How to Use the AEO Analyzer
The AEO Analyzer in LinkLoom evaluates how well your content is optimized for AI answer engines. Access it from the right panel while editing any article.
Accessing the Analyzer
- Open an article in the content editor
- Look for the analyzer tabs in the right sidebar
- Click on the AEO tab to open the analyzer
- Click Analyze to start the evaluation
The analysis typically takes 5-15 seconds depending on content length.
Understanding Your Scores
The analyzer provides four key metrics:
Answer Optimization (0-100)
This measures how directly your content answers questions. Higher scores indicate clear, extractable answers that AI can easily quote. Aim for 70 or above.
Entity Relevance (0-100)
Evaluates whether you mention authoritative sources, experts, organizations, or concepts relevant to your topic. Including credible entities boosts this score.
Topical Authority (0-100)
Measures the depth and expertise demonstrated in your content. Comprehensive coverage of a topic with specific details and insights improves this metric.
Question Coverage (0-100)
Assesses how many relevant questions your content addresses. Including FAQ sections or addressing common queries helps here.
Working with Suggestions
The analyzer provides specific improvement suggestions for each score category. Each suggestion includes:
- The type of improvement (authority signal, answer format, etc.)
- Specific text or changes to add to your content
- Location guidance for where to insert improvements
You can apply suggestions in two ways:
- Click "Apply" to automatically insert the suggestion
- Use as reference and manually edit your content
Best Practices
- Run analysis early in your editing process to identify gaps
- Focus on low-scoring areas first for maximum improvement
- Re-analyze after changes to verify improvement
- Balance all four metrics rather than maximizing just one
Cached Results
Once you analyze content, results are cached for your session. Switching tabs won't trigger re-analysis. Click Refresh to force a new analysis after making changes.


Copy the complete listing exactly as shown.
+---+
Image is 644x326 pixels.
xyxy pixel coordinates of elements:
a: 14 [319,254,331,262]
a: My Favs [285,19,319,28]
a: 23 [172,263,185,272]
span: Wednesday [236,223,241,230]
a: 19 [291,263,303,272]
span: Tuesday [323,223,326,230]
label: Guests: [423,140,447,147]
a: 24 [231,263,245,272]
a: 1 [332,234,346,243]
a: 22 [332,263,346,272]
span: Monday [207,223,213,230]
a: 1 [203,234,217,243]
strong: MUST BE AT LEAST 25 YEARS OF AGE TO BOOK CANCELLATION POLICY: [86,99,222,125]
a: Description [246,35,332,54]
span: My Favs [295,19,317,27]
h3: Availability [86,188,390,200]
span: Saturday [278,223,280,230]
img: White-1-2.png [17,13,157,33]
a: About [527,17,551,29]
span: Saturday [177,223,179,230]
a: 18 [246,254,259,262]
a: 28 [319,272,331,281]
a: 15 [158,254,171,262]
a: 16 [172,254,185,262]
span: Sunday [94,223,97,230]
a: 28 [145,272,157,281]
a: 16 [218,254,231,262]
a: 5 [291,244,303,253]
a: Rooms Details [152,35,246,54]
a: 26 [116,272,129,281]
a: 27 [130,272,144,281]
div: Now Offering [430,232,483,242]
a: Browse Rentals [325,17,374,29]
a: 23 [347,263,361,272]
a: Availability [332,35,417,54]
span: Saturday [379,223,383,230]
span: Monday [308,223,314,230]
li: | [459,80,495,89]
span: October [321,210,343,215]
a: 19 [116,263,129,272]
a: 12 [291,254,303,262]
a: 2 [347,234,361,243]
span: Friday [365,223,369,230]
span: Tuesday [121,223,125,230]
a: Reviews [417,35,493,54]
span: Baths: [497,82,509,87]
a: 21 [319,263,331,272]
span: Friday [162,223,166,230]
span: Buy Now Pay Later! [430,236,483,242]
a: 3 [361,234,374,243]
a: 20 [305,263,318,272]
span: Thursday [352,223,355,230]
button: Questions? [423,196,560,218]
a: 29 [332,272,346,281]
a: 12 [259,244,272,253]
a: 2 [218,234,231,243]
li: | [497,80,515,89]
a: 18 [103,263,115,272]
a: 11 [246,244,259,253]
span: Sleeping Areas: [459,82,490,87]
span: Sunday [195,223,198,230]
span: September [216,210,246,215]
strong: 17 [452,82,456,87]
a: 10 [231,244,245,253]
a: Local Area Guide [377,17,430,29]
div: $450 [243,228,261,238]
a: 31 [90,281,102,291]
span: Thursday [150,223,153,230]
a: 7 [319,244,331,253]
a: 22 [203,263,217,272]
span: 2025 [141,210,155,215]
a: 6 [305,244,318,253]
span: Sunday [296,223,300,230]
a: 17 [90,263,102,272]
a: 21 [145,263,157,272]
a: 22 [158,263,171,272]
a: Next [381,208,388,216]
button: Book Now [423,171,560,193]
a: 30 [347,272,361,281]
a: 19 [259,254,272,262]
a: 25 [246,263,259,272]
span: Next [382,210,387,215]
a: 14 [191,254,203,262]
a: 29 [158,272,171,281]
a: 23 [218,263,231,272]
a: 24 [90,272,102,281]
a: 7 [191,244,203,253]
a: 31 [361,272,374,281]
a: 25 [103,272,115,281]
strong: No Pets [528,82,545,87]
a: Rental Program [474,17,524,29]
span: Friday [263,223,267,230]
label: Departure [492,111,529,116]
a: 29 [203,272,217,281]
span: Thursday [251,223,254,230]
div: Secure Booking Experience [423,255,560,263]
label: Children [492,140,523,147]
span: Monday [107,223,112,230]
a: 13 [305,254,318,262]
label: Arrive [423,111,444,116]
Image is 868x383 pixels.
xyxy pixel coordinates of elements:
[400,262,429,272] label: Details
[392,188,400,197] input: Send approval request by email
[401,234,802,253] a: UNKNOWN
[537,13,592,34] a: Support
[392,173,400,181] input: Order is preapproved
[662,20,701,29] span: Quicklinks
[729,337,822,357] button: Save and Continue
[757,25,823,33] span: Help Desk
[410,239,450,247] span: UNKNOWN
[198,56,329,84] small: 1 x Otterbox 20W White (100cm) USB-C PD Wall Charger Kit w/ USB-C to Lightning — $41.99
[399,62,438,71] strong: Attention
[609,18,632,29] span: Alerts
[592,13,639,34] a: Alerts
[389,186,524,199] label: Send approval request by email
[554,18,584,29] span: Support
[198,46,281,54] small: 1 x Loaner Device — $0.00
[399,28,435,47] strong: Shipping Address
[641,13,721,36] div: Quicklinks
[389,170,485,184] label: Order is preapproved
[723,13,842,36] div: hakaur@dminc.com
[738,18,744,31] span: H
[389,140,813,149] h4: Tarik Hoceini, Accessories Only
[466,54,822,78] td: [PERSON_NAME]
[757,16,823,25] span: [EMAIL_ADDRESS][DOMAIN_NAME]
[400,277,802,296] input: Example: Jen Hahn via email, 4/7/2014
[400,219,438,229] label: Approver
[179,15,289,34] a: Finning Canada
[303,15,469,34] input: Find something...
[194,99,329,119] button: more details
+---+
RESULT:
Image is 644x326 pixels.
xyxy pixel coordinates of elements:
a: 14 [319,254,331,262]
a: My Favs [285,19,319,28]
a: 23 [172,263,185,272]
span: Wednesday [236,223,241,230]
a: 19 [291,263,303,272]
span: Tuesday [323,223,326,230]
label: Guests: [423,140,447,147]
a: 24 [231,263,245,272]
a: 1 [332,234,346,243]
a: 22 [332,263,346,272]
span: Monday [207,223,213,230]
a: 1 [203,234,217,243]
strong: MUST BE AT LEAST 25 YEARS OF AGE TO BOOK CANCELLATION POLICY: [86,99,222,125]
a: Description [246,35,332,54]
span: My Favs [295,19,317,27]
h3: Availability [86,188,390,200]
span: Saturday [278,223,280,230]
img: White-1-2.png [17,13,157,33]
a: About [527,17,551,29]
span: Saturday [177,223,179,230]
a: 18 [246,254,259,262]
a: 28 [319,272,331,281]
a: 15 [158,254,171,262]
a: 16 [172,254,185,262]
span: Sunday [94,223,97,230]
a: 28 [145,272,157,281]
a: 16 [218,254,231,262]
a: 5 [291,244,303,253]
a: Rooms Details [152,35,246,54]
a: 26 [116,272,129,281]
a: 27 [130,272,144,281]
div: Now Offering [430,232,483,242]
a: Browse Rentals [325,17,374,29]
a: 23 [347,263,361,272]
a: Availability [332,35,417,54]
span: Saturday [379,223,383,230]
span: Monday [308,223,314,230]
li: | [459,80,495,89]
span: October [321,210,343,215]
a: 19 [116,263,129,272]
a: 12 [291,254,303,262]
a: 2 [347,234,361,243]
span: Friday [365,223,369,230]
span: Tuesday [121,223,125,230]
a: Reviews [417,35,493,54]
span: Baths: [497,82,509,87]
a: 21 [319,263,331,272]
span: Friday [162,223,166,230]
span: Buy Now Pay Later! [430,236,483,242]
a: 3 [361,234,374,243]
a: 20 [305,263,318,272]
span: Thursday [352,223,355,230]
button: Questions? [423,196,560,218]
a: 29 [332,272,346,281]
a: 12 [259,244,272,253]
a: 2 [218,234,231,243]
li: | [497,80,515,89]
a: 18 [103,263,115,272]
a: 11 [246,244,259,253]
span: Sleeping Areas: [459,82,490,87]
span: Sunday [195,223,198,230]
span: September [216,210,246,215]
strong: 17 [452,82,456,87]
a: 10 [231,244,245,253]
a: Local Area Guide [377,17,430,29]
div: $450 [243,228,261,238]
a: 31 [90,281,102,291]
span: Thursday [150,223,153,230]
a: 7 [319,244,331,253]
a: 22 [203,263,217,272]
span: 2025 [141,210,155,215]
a: 6 [305,244,318,253]
span: Sunday [296,223,300,230]
a: 17 [90,263,102,272]
a: 21 [145,263,157,272]
a: 22 [158,263,171,272]
a: Next [381,208,388,216]
button: Book Now [423,171,560,193]
a: 30 [347,272,361,281]
a: 19 [259,254,272,262]
a: 25 [246,263,259,272]
span: Next [382,210,387,215]
a: 14 [191,254,203,262]
a: 29 [158,272,171,281]
a: 23 [218,263,231,272]
a: 24 [90,272,102,281]
a: 7 [191,244,203,253]
a: 31 [361,272,374,281]
a: 25 [103,272,115,281]
strong: No Pets [528,82,545,87]
a: Rental Program [474,17,524,29]
span: Friday [263,223,267,230]
label: Departure [492,111,529,116]
a: 29 [203,272,217,281]
span: Thursday [251,223,254,230]
div: Secure Booking Experience [423,255,560,263]
label: Children [492,140,523,147]
span: Monday [107,223,112,230]
a: 13 [305,254,318,262]
label: Arrive [423,111,444,116]
Image is 868x383 pixels.
xyxy pixel coordinates of elements:
[400,262,429,272] label: Details
[392,188,400,197] input: Send approval request by email
[401,234,802,253] a: UNKNOWN
[537,13,592,34] a: Support
[392,173,400,181] input: Order is preapproved
[662,20,701,29] span: Quicklinks
[729,337,822,357] button: Save and Continue
[757,25,823,33] span: Help Desk
[410,239,450,247] span: UNKNOWN
[198,56,329,84] small: 1 x Otterbox 20W White (100cm) USB-C PD Wall Charger Kit w/ USB-C to Lightning — $41.99
[399,62,438,71] strong: Attention
[609,18,632,29] span: Alerts
[592,13,639,34] a: Alerts
[389,186,524,199] label: Send approval request by email
[554,18,584,29] span: Support
[198,46,281,54] small: 1 x Loaner Device — $0.00
[399,28,435,47] strong: Shipping Address
[641,13,721,36] div: Quicklinks
[389,170,485,184] label: Order is preapproved
[723,13,842,36] div: hakaur@dminc.com
[738,18,744,31] span: H
[389,140,813,149] h4: Tarik Hoceini, Accessories Only
[466,54,822,78] td: [PERSON_NAME]
[757,16,823,25] span: [EMAIL_ADDRESS][DOMAIN_NAME]
[400,277,802,296] input: Example: Jen Hahn via email, 4/7/2014
[400,219,438,229] label: Approver
[179,15,289,34] a: Finning Canada
[303,15,469,34] input: Find something...
[194,99,329,119] button: more details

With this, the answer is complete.